Thatcher failed says self-styled Red Tory, Phillip Blond, as he launches twenty policy ideas
Phillip Blond, founder of the Respublica think tank, launches his new book tomorrow - 'Red Tory'.
The book is an attack on the left and the right. He argues that libertarian individualism and centralised socialism are different sides of the same coin, distracting us from what matters most, civil society:
“Under the auspices of both the state and the market, a vast body of disenfranchised and disengaged citizens has been constituted. They have been stripped of their culture by the Left and their capital by the Right, and in such nakedness they enter the trading floor of life with only their labour to sell. Proletarianised and segregated, the individuals created by the market-state settlement can never really form a genuine society: they lack the social capital to create such an association and the economic basis to sustain it.”
Ultimately, he claims, Margaret Thatcher failed to create a “free, diverse and propertied society” although she did kick “down the rotten infrastructure of the postwar settlement”. She failed because she was a liberal rather than a conservative.

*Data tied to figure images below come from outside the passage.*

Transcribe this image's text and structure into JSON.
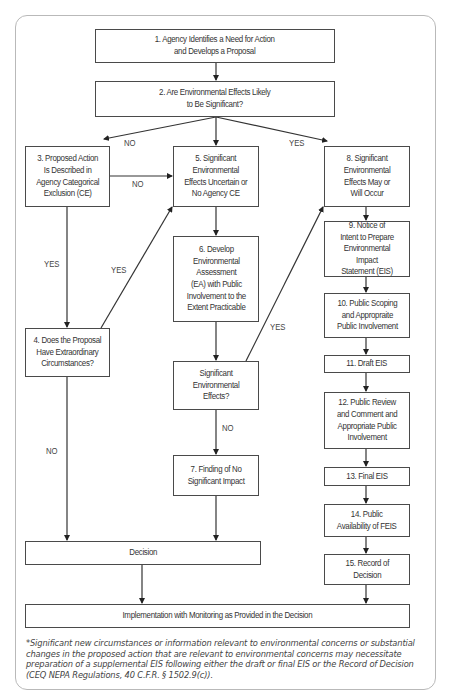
{
  "diagram": {
    "boxes": {
      "b1": "1. Agency Identifies a Need for Action\nand Develops a Proposal",
      "b2": "2. Are Environmental Effects Likely\nto Be Significant?",
      "b3": "3. Proposed Action\nIs Described in\nAgency Categorical\nExclusion (CE)",
      "b4": "4. Does the Proposal\nHave Extraordinary\nCircumstances?",
      "b5": "5. Significant\nEnvironmental\nEffects Uncertain or\nNo Agency CE",
      "b6": "6. Develop\nEnvironmental\nAssessment\n(EA) with Public\nInvolvement to the\nExtent Practicable",
      "bsig": "Significant\nEnvironmental\nEffects?",
      "b7": "7. Finding of No\nSignificant Impact",
      "b8": "8. Significant\nEnvironmental\nEffects May or\nWill Occur",
      "b9": "9. Notice of\nIntent to Prepare\nEnvironmental Impact\nStatement (EIS)",
      "b10": "10. Public Scoping\nand Appropraite\nPublic Involvement",
      "b11": "11. Draft EIS",
      "b12": "12. Public Review\nand Comment and\nAppropriate Public\nInvolvement",
      "b13": "13. Final EIS",
      "b14": "14. Public\nAvailability of FEIS",
      "b15": "15. Record of\nDecision",
      "decision": "Decision",
      "implementation": "Implementation with Monitoring as Provided in the Decision"
    },
    "labels": {
      "no_left": "NO",
      "yes_right": "YES",
      "no_3_to_5": "NO",
      "yes_3_to_4": "YES",
      "yes_4_to_5": "YES",
      "yes_sig_to_8": "YES",
      "no_sig_to_7": "NO",
      "no_4_to_decision": "NO"
    },
    "footnote": "*Significant new circumstances or information relevant to environmental concerns or substantial changes in the proposed action that are relevant to environmental concerns may necessitate preparation of a supplemental EIS following either the draft or final EIS or the Record of Decision (CEQ NEPA Regulations, 40 C.F.R. § 1502.9(c))."
  }
}
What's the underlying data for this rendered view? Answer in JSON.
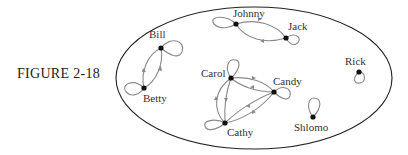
{
  "figure_label": "FIGURE 2-18",
  "colors": {
    "boundary": "#222222",
    "edge": "#8a8a8a",
    "node": "#111111"
  },
  "nodes": [
    {
      "id": "bill",
      "label": "Bill"
    },
    {
      "id": "betty",
      "label": "Betty"
    },
    {
      "id": "johnny",
      "label": "Johnny"
    },
    {
      "id": "jack",
      "label": "Jack"
    },
    {
      "id": "carol",
      "label": "Carol"
    },
    {
      "id": "candy",
      "label": "Candy"
    },
    {
      "id": "cathy",
      "label": "Cathy"
    },
    {
      "id": "rick",
      "label": "Rick"
    },
    {
      "id": "shlomo",
      "label": "Shlomo"
    }
  ],
  "edges": [
    {
      "from": "bill",
      "to": "bill"
    },
    {
      "from": "betty",
      "to": "betty"
    },
    {
      "from": "bill",
      "to": "betty"
    },
    {
      "from": "betty",
      "to": "bill"
    },
    {
      "from": "johnny",
      "to": "johnny"
    },
    {
      "from": "jack",
      "to": "jack"
    },
    {
      "from": "johnny",
      "to": "jack"
    },
    {
      "from": "jack",
      "to": "johnny"
    },
    {
      "from": "carol",
      "to": "carol"
    },
    {
      "from": "candy",
      "to": "candy"
    },
    {
      "from": "cathy",
      "to": "cathy"
    },
    {
      "from": "carol",
      "to": "candy"
    },
    {
      "from": "candy",
      "to": "carol"
    },
    {
      "from": "carol",
      "to": "cathy"
    },
    {
      "from": "cathy",
      "to": "carol"
    },
    {
      "from": "candy",
      "to": "cathy"
    },
    {
      "from": "cathy",
      "to": "candy"
    },
    {
      "from": "rick",
      "to": "rick"
    },
    {
      "from": "shlomo",
      "to": "shlomo"
    }
  ]
}
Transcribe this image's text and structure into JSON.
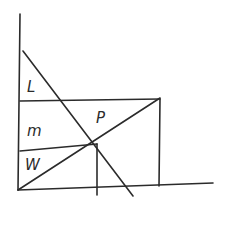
{
  "diagram": {
    "type": "hand-drawn geometric sketch",
    "stroke_color": "#2b2b2b",
    "background": "#ffffff",
    "labels": {
      "top_region": "L",
      "middle_region": "m",
      "bottom_region": "W",
      "intersection_point": "P"
    },
    "lines": {
      "y_axis": {
        "x1": 20,
        "y1": 14,
        "x2": 18,
        "y2": 190
      },
      "x_axis": {
        "x1": 18,
        "y1": 190,
        "x2": 213,
        "y2": 183
      },
      "falling_diagonal": {
        "x1": 23,
        "y1": 51,
        "x2": 133,
        "y2": 196
      },
      "rising_diagonal": {
        "x1": 18,
        "y1": 190,
        "x2": 160,
        "y2": 98
      },
      "top_horizontal": {
        "x1": 20,
        "y1": 101,
        "x2": 160,
        "y2": 99
      },
      "mid_horizontal": {
        "x1": 20,
        "y1": 151,
        "x2": 97,
        "y2": 144
      },
      "right_vertical": {
        "x1": 160,
        "y1": 99,
        "x2": 159,
        "y2": 186
      },
      "p_vertical": {
        "x1": 97,
        "y1": 144,
        "x2": 97,
        "y2": 195
      }
    },
    "label_positions": {
      "top_region": {
        "x": 27,
        "y": 92
      },
      "middle_region": {
        "x": 27,
        "y": 136
      },
      "bottom_region": {
        "x": 25,
        "y": 170
      },
      "intersection_point": {
        "x": 96,
        "y": 123
      }
    }
  }
}
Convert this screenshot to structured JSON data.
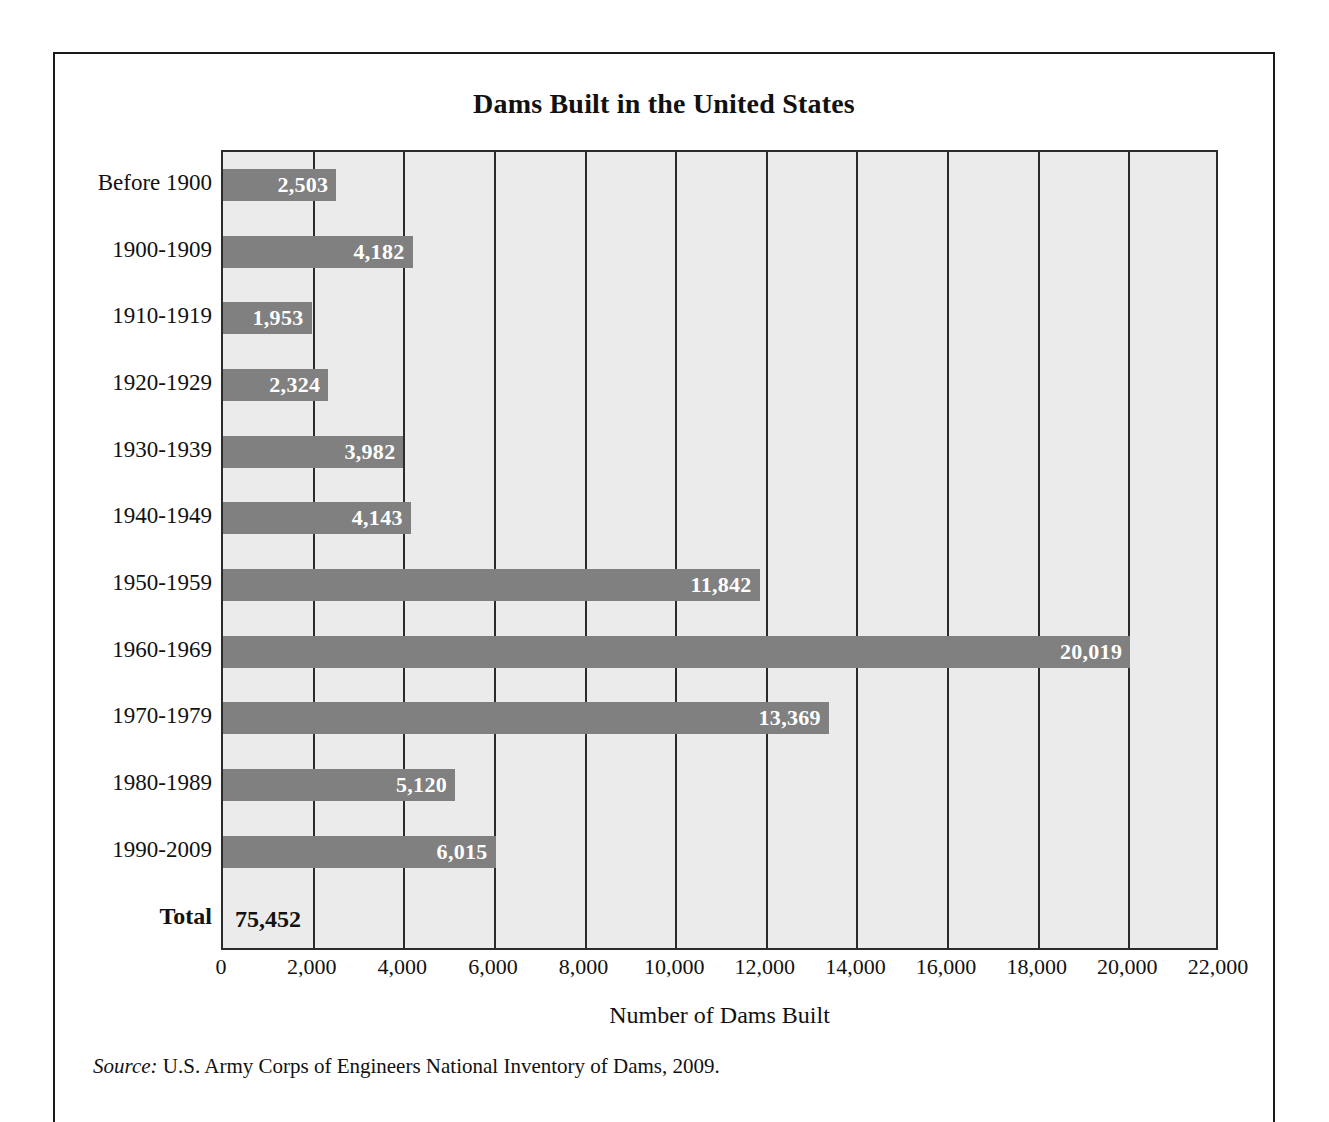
{
  "figure": {
    "title": "Dams Built in the United States",
    "source_label": "Source:",
    "source_text": " U.S. Army Corps of Engineers National Inventory of Dams, 2009.",
    "bar_color": "#808080",
    "plot_background": "#ebebeb",
    "gridline_color": "#2b2b2b",
    "frame_color": "#1a1a1a"
  },
  "chart_data": {
    "type": "bar",
    "orientation": "horizontal",
    "title": "Dams Built in the United States",
    "xlabel": "Number of Dams Built",
    "ylabel": "",
    "xlim": [
      0,
      22000
    ],
    "xticks": [
      0,
      2000,
      4000,
      6000,
      8000,
      10000,
      12000,
      14000,
      16000,
      18000,
      20000,
      22000
    ],
    "xtick_labels": [
      "0",
      "2,000",
      "4,000",
      "6,000",
      "8,000",
      "10,000",
      "12,000",
      "14,000",
      "16,000",
      "18,000",
      "20,000",
      "22,000"
    ],
    "grid": "vertical",
    "legend": "none",
    "categories": [
      "Before 1900",
      "1900-1909",
      "1910-1919",
      "1920-1929",
      "1930-1939",
      "1940-1949",
      "1950-1959",
      "1960-1969",
      "1970-1979",
      "1980-1989",
      "1990-2009",
      "Total"
    ],
    "values": [
      2503,
      4182,
      1953,
      2324,
      3982,
      4143,
      11842,
      20019,
      13369,
      5120,
      6015,
      75452
    ],
    "value_labels": [
      "2,503",
      "4,182",
      "1,953",
      "2,324",
      "3,982",
      "4,143",
      "11,842",
      "20,019",
      "13,369",
      "5,120",
      "6,015",
      "75,452"
    ],
    "bars": [
      {
        "category": "Before 1900",
        "value": 2503,
        "label": "2,503",
        "has_bar": true
      },
      {
        "category": "1900-1909",
        "value": 4182,
        "label": "4,182",
        "has_bar": true
      },
      {
        "category": "1910-1919",
        "value": 1953,
        "label": "1,953",
        "has_bar": true
      },
      {
        "category": "1920-1929",
        "value": 2324,
        "label": "2,324",
        "has_bar": true
      },
      {
        "category": "1930-1939",
        "value": 3982,
        "label": "3,982",
        "has_bar": true
      },
      {
        "category": "1940-1949",
        "value": 4143,
        "label": "4,143",
        "has_bar": true
      },
      {
        "category": "1950-1959",
        "value": 11842,
        "label": "11,842",
        "has_bar": true
      },
      {
        "category": "1960-1969",
        "value": 20019,
        "label": "20,019",
        "has_bar": true
      },
      {
        "category": "1970-1979",
        "value": 13369,
        "label": "13,369",
        "has_bar": true
      },
      {
        "category": "1980-1989",
        "value": 5120,
        "label": "5,120",
        "has_bar": true
      },
      {
        "category": "1990-2009",
        "value": 6015,
        "label": "6,015",
        "has_bar": true
      },
      {
        "category": "Total",
        "value": 75452,
        "label": "75,452",
        "has_bar": false
      }
    ]
  }
}
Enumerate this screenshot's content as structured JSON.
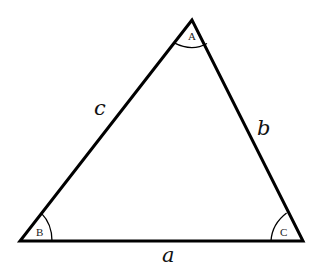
{
  "diagram": {
    "type": "triangle",
    "vertices": [
      {
        "id": "A",
        "label": "A",
        "x": 192,
        "y": 20
      },
      {
        "id": "B",
        "label": "B",
        "x": 20,
        "y": 241
      },
      {
        "id": "C",
        "label": "C",
        "x": 303,
        "y": 241
      }
    ],
    "sides": [
      {
        "id": "a",
        "label": "a",
        "between": [
          "B",
          "C"
        ]
      },
      {
        "id": "b",
        "label": "b",
        "between": [
          "A",
          "C"
        ]
      },
      {
        "id": "c",
        "label": "c",
        "between": [
          "A",
          "B"
        ]
      }
    ],
    "colors": {
      "stroke": "#000000",
      "background": "#ffffff"
    }
  }
}
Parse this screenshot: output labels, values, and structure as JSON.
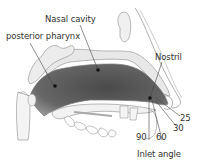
{
  "diagram": {
    "labels": {
      "nasal_cavity": "Nasal cavity",
      "posterior_pharynx": "posterior pharynx",
      "nostril": "Nostril",
      "inlet_angle": "Inlet angle"
    },
    "angles": [
      "25",
      "30",
      "60",
      "90"
    ],
    "colors": {
      "cavity_fill": "#5a5a5a",
      "tissue_fill": "#e6e6e6",
      "outline": "#888888",
      "text": "#333333",
      "points": "#111111"
    }
  }
}
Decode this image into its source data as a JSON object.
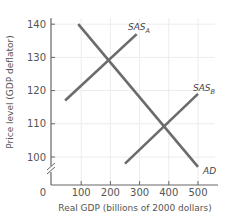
{
  "chart_data": {
    "type": "line",
    "title": "",
    "xlabel": "Real GDP (billions of 2000 dollars)",
    "ylabel": "Price level (GDP deflator)",
    "xlim": [
      0,
      580
    ],
    "ylim": [
      95,
      142
    ],
    "x_ticks": [
      "0",
      "100",
      "200",
      "300",
      "400",
      "500"
    ],
    "y_ticks": [
      "100",
      "110",
      "120",
      "130",
      "140"
    ],
    "y_axis_break": true,
    "grid": true,
    "series": [
      {
        "name": "AD",
        "label_main": "AD",
        "label_sub": "",
        "points": [
          [
            90,
            140
          ],
          [
            200,
            130
          ],
          [
            400,
            110
          ],
          [
            500,
            97
          ]
        ]
      },
      {
        "name": "SAS_A",
        "label_main": "SAS",
        "label_sub": "A",
        "points": [
          [
            45,
            117
          ],
          [
            200,
            130
          ],
          [
            290,
            137
          ]
        ]
      },
      {
        "name": "SAS_B",
        "label_main": "SAS",
        "label_sub": "B",
        "points": [
          [
            250,
            98
          ],
          [
            400,
            110
          ],
          [
            500,
            119
          ]
        ]
      }
    ],
    "equilibria": [
      {
        "x": 200,
        "y": 130,
        "curves": [
          "AD",
          "SAS_A"
        ]
      },
      {
        "x": 400,
        "y": 110,
        "curves": [
          "AD",
          "SAS_B"
        ]
      }
    ]
  },
  "labels": {
    "zero": "0"
  },
  "colors": {
    "line": "#6b6b6b",
    "axis": "#666666",
    "grid": "#ececec",
    "text": "#555555"
  }
}
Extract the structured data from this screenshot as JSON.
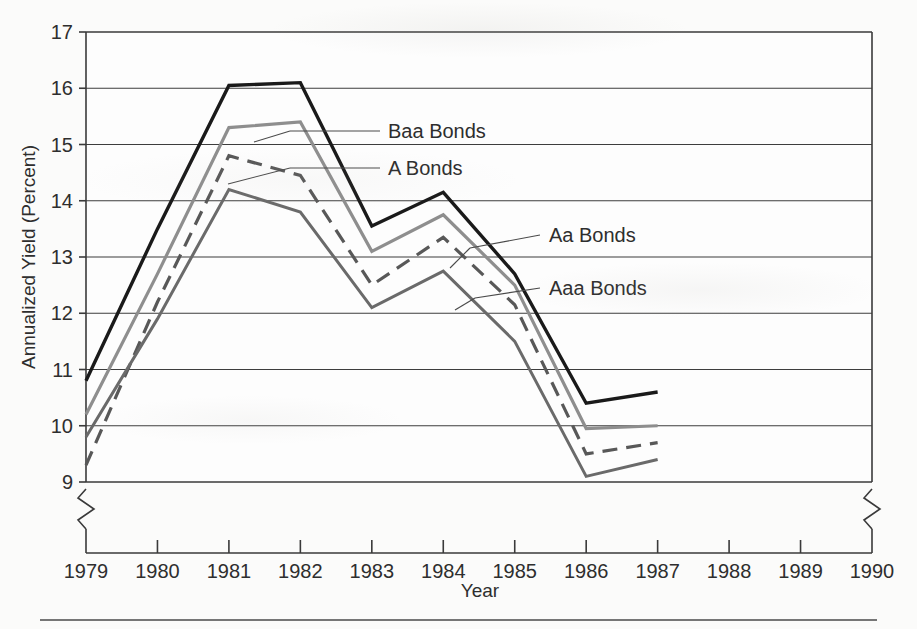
{
  "chart_data": {
    "type": "line",
    "title": "",
    "xlabel": "Year",
    "ylabel": "Annualized Yield (Percent)",
    "x": [
      1979,
      1980,
      1981,
      1982,
      1983,
      1984,
      1985,
      1986,
      1987
    ],
    "xlim": [
      1979,
      1990
    ],
    "ylim": [
      9,
      17
    ],
    "xticks": [
      "1979",
      "1980",
      "1981",
      "1982",
      "1983",
      "1984",
      "1985",
      "1986",
      "1987",
      "1988",
      "1989",
      "1990"
    ],
    "yticks": [
      "9",
      "10",
      "11",
      "12",
      "13",
      "14",
      "15",
      "16",
      "17"
    ],
    "grid": "horizontal",
    "axis_break_y": true,
    "axis_break_x_right": true,
    "legend_position": "inline-labels",
    "series": [
      {
        "name": "Baa Bonds",
        "color": "#1a1a1a",
        "style": "solid",
        "width": 3.4,
        "values": [
          10.8,
          13.5,
          16.05,
          16.1,
          13.55,
          14.15,
          12.7,
          10.4,
          10.6
        ]
      },
      {
        "name": "A Bonds",
        "color": "#8e8e8e",
        "style": "solid",
        "width": 3.2,
        "values": [
          10.2,
          12.7,
          15.3,
          15.4,
          13.1,
          13.75,
          12.5,
          9.95,
          10.0
        ]
      },
      {
        "name": "Aa Bonds",
        "color": "#585858",
        "style": "dashed",
        "width": 3.2,
        "values": [
          9.3,
          12.2,
          14.8,
          14.45,
          12.5,
          13.35,
          12.15,
          9.5,
          9.7
        ]
      },
      {
        "name": "Aaa Bonds",
        "color": "#6a6a6a",
        "style": "solid",
        "width": 3.0,
        "values": [
          9.8,
          11.9,
          14.2,
          13.8,
          12.1,
          12.75,
          11.5,
          9.1,
          9.4
        ]
      }
    ],
    "annotations": [
      {
        "text": "Baa Bonds",
        "x": 388,
        "y": 131
      },
      {
        "text": "A Bonds",
        "x": 388,
        "y": 168
      },
      {
        "text": "Aa Bonds",
        "x": 549,
        "y": 235
      },
      {
        "text": "Aaa Bonds",
        "x": 549,
        "y": 288
      }
    ]
  },
  "footer": {
    "rule": ""
  }
}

His book, now on sale, sets out the following policies*:
- Give employees ownership of public services;
- Scrap school catchment areas to enable real choice for parents;
- New small regional banks;
- New economic model for the poor;
- Scrap pensioner tax relief for the poor and redirect money into asset creation programme for the poor;
- Convert Government bank shares into investment vouchers for the poor;
- Transfer Council assets to local communities;
- Community Land Trust;
- Jobless to work as volunteers without losing benefits;
- Time-banking: Plan for volunteers to exchange skills with time as a currency;
- Adjustable business rates: poor areas given power to cut business rates;
- Small cheap loans for the poor;
- Child Trust Funds (CFTs) to be enhanced;
- Scrap Educational Maintenance Allowance (EMA) to fund financial literacy classes in school;
- Support micro finance;
- Break up big banks;
- Create Necessities Price Index (NPI) to reflect true costs facing the poor;
- Mutualise the Post Office;
- Force banks to invest in social enterprises.